TEXAS, USA — This story originally appeared in the Texas Tribune.
While Texas counties have to notify taxpayers before increasing elected officials’ salaries, they likely don’t have to have to give such advance notice when using federal COVID-19 relief funds for certain pay increases, Texas Attorney General Ken Paxton said in a nonbinding opinion this week.
Tyler County, located about 120 miles northeast of Houston, received more than $4 million in direct federal funding under the American Rescue Plan Act last year. Now, elected or appointed county officials who have worked during the COVID-19 pandemic could each receive up to $25,000 of that funding.
This week, Paxton’s office issued the nonbinding opinion in response to a February request from the Tyler County auditor.
According to state law, any increases in elected officials’ “salary, expenses, or allowances” must be noted in advance for public review before the annual county budget is approved. Tyler officials wanted to know whether they were allowed to pay their employees and officials from those federal funds even though the payments were not included in the annual budget. The opinion likens those relief funds, known as “premium pay,” to hazard pay and said a court would likely conclude they do not fall under the category of salary that requires advance notice. According to the attorney general office’s opinion, that means the county could allocate the funding to its officials without waiting for the budget review.
According to the U.S. Department of the Treasury, Tyler County has received $4.2 million directly from the federal government in state and local fiscal recovery funds as part of the American Rescue Plan Act. Tyler County Judge Jacques L. Blanchette said approximately $2.2 million of the funding was granted in 2021 while the rest was granted in 2022. Of that $2.2 million, approximately $450,000 went to county employees, including elected officials, who each received $3,500.

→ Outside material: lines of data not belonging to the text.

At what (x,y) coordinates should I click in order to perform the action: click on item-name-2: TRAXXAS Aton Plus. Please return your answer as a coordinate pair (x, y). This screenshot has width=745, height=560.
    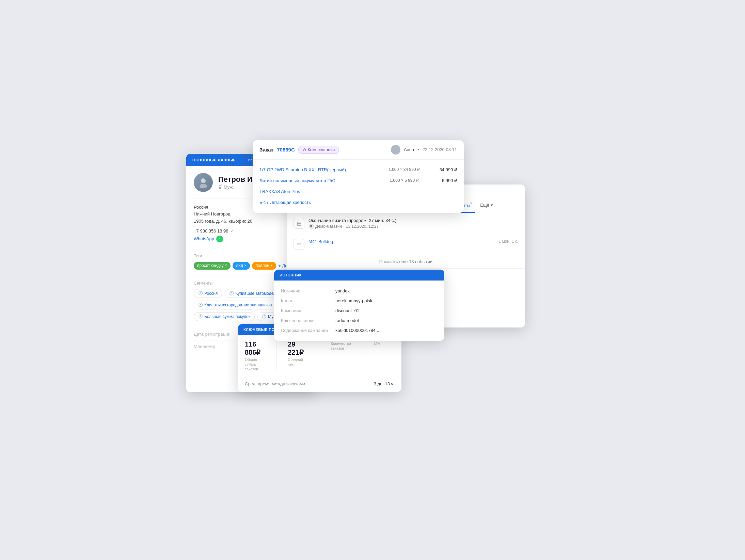
    Looking at the image, I should click on (321, 191).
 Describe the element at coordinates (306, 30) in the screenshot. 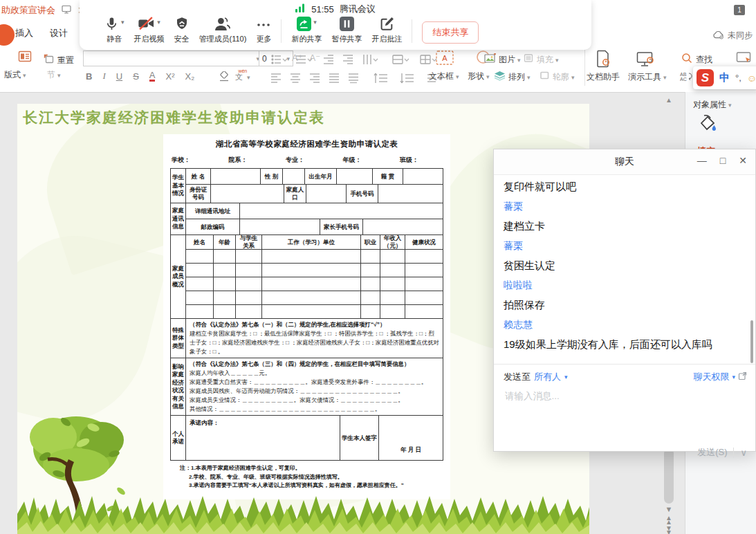

I see `new-share-button: ▾ 新的共享` at that location.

Blanchette said the auditor’s letter was sent after the county already paid the extra funds to its employees and officials, both appointed and elected, from the relief funding last September. At the time, the county “believed that it was acceptable from what the auditor had recommended” when the county commissioners court first considered it, Blanchette said. However, Blanchette added that the county’s decision sparked a controversy within Tyler County, which is what led to the auditor’s letter to Paxton’s office.
“It was uncharted waters, and I believe many counties were evaluating to determine if and how much that they may choose to distribute within the county government,” Blanchette said. “A number of the other counties that I spoke with were not of the belief that they could, based upon some language that legal counsel had shared with them.”
Three Tyler County employees returned their checks to the county treasury when they first got them, Blanchette said: treasurer Leann Monk, clerk Donece Gregory and Blanchette himself. He added that a fourth, publicly unnamed county employee returned their $3,500 check in January.
While Paxton’s opinion would indicate that Tyler County is in the clear for its choice to pay its employees, including elected officials, Blanchette expressed doubt that the county would repeat the decision.
“It became so controversial in the county that I strongly sense that there will be no additional distribution to the employees or the officials from that second half of the allocation,” he said.